I guess it depends on what someone means by apologetics. For me it just means the act of fine tuning arguments and counter arguments to support your belief. Sometimes it’s used for personal growth, sometimes it’s used for helping other Christians struggling in their faith and sometimes it’s to argue why Christ is the one savior and not blah blah long list of other religions and gods.

I use it in all three. One big point for me in developing arguments is the process of developing counter arguments. Counter arguments for me is a major part of me keeping out of an echo chamber. So right now what I’m studying is conditional immortality vs universalism. Though I lean CI I’m open up to U as well. So I’ve got a few books on universalism and I’m going through them a few times. I joined some forums by universalist to talk with them and sometimes be present some pushback. I’m currently looking through some podcasts to see which one I want to go through. I’ll spend the next year or so focused primarily on this subject with my theological studying.

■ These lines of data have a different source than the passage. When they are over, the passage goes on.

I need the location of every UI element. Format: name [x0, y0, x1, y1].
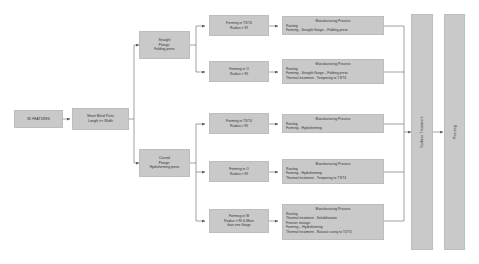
node-line-2: Radius < Rf — [212, 172, 266, 177]
wire-proc4-merge — [384, 132, 404, 172]
process-title: Manufacturing Process — [286, 207, 380, 212]
node-straight-flange[interactable]: Straight Flange: Folding press — [139, 31, 190, 59]
process-title: Manufacturing Process — [286, 62, 380, 67]
process-line-2: Forming - Hydroforming — [286, 126, 380, 130]
process-line-3: Thermal treatment - Tempering to T3/T4 — [286, 76, 380, 81]
node-line-2: Radius > Rf — [212, 124, 266, 129]
node-line-2: Length >> Width — [75, 119, 126, 124]
node-process-2[interactable]: Manufacturing Process Routing Forming - … — [282, 59, 384, 84]
node-process-1[interactable]: Manufacturing Process Routing Forming - … — [282, 16, 384, 35]
node-condition-3[interactable]: Forming in T3/T4 Radius > Rf — [209, 113, 269, 134]
node-sheet-metal-parts[interactable]: Sheet Metal Parts Length >> Width — [72, 108, 129, 130]
process-title: Manufacturing Process — [286, 117, 380, 122]
wire-proc1-merge — [384, 26, 404, 132]
flowchart-canvas: 3D FEATURES Sheet Metal Parts Length >> … — [0, 0, 479, 264]
node-process-3[interactable]: Manufacturing Process Routing Forming - … — [282, 114, 384, 133]
node-line-3: Hydroforming press — [142, 165, 187, 170]
node-line-3: Folding press — [142, 47, 187, 52]
process-line-5: Thermal treatment - Natural curing to T3… — [286, 230, 380, 235]
node-curved-flange[interactable]: Curved Flange: Hydroforming press — [139, 149, 190, 177]
stage-painting[interactable]: Painting — [444, 14, 465, 250]
node-condition-5[interactable]: Forming in W Radius < Rf & More than one… — [209, 209, 269, 233]
node-label: 3D FEATURES — [17, 117, 60, 122]
node-line-2: Radius > Rf — [212, 26, 266, 31]
node-process-5[interactable]: Manufacturing Process Routing Thermal tr… — [282, 204, 384, 240]
node-condition-2[interactable]: Forming in O Radius < Rf — [209, 61, 269, 82]
node-process-4[interactable]: Manufacturing Process Routing Forming - … — [282, 159, 384, 184]
node-condition-4[interactable]: Forming in O Radius < Rf — [209, 161, 269, 182]
node-3d-features[interactable]: 3D FEATURES — [14, 110, 63, 128]
node-condition-1[interactable]: Forming in T3/T4 Radius > Rf — [209, 15, 269, 36]
process-line-3: Thermal treatment - Tempering to T3/T4 — [286, 176, 380, 181]
node-line-3: than one flange — [212, 223, 266, 228]
stage-surface-treatment[interactable]: Surface Treatment — [411, 14, 433, 250]
stage-label: Surface Treatment — [420, 116, 424, 147]
stage-label: Painting — [453, 125, 457, 139]
node-line-2: Radius < Rf — [212, 72, 266, 77]
process-line-2: Forming - Straight flange – Folding pres… — [286, 28, 380, 32]
process-title: Manufacturing Process — [286, 19, 380, 24]
process-title: Manufacturing Process — [286, 162, 380, 167]
wire-proc5-merge — [384, 172, 404, 221]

The other aspect is studying to share with others in the faith. I talk to many Christians in my local community that are struggling with viewing Christianity without the anger inside of them over conservatism. So I’m showing how no political movement can lay sole claim to Christianity.

But another part is studying with someone who doubts. Lots of agnostics out there that are not Christian. They don’t have faith. Their disbelief usually stems in “ isn’t Christianity just LGBT hating young earth creationism?” So I argue why I don’t believe my faith is held captive by those beliefs.

I’m not a spiritual Unitarian hiding behind Christian jargon. I do believe Islam is wrong. Buddhism is wrong. Shintoism is wrong. Atheism is wrong. Wicca is wrong and so on. At the very least, I think even if God accommodated people with those beliefs, that Christ is needed to truly fulfill it. Perhaps God used Krishna to share love and justice to ancient Indians. But I think that Christ is still needed to reinterpret Hinduism through and fulfill it .

What I think is different is being a prick. The way some places carry out apologetics seems to be hateful and focused on things like “ well Tom made 15 disciples last year and Tim only baptized 4 “ type of stuff. But making disciples is not about winning of prizes in my opinion and apologetics is part of the process of presenting the gospel in my opinion.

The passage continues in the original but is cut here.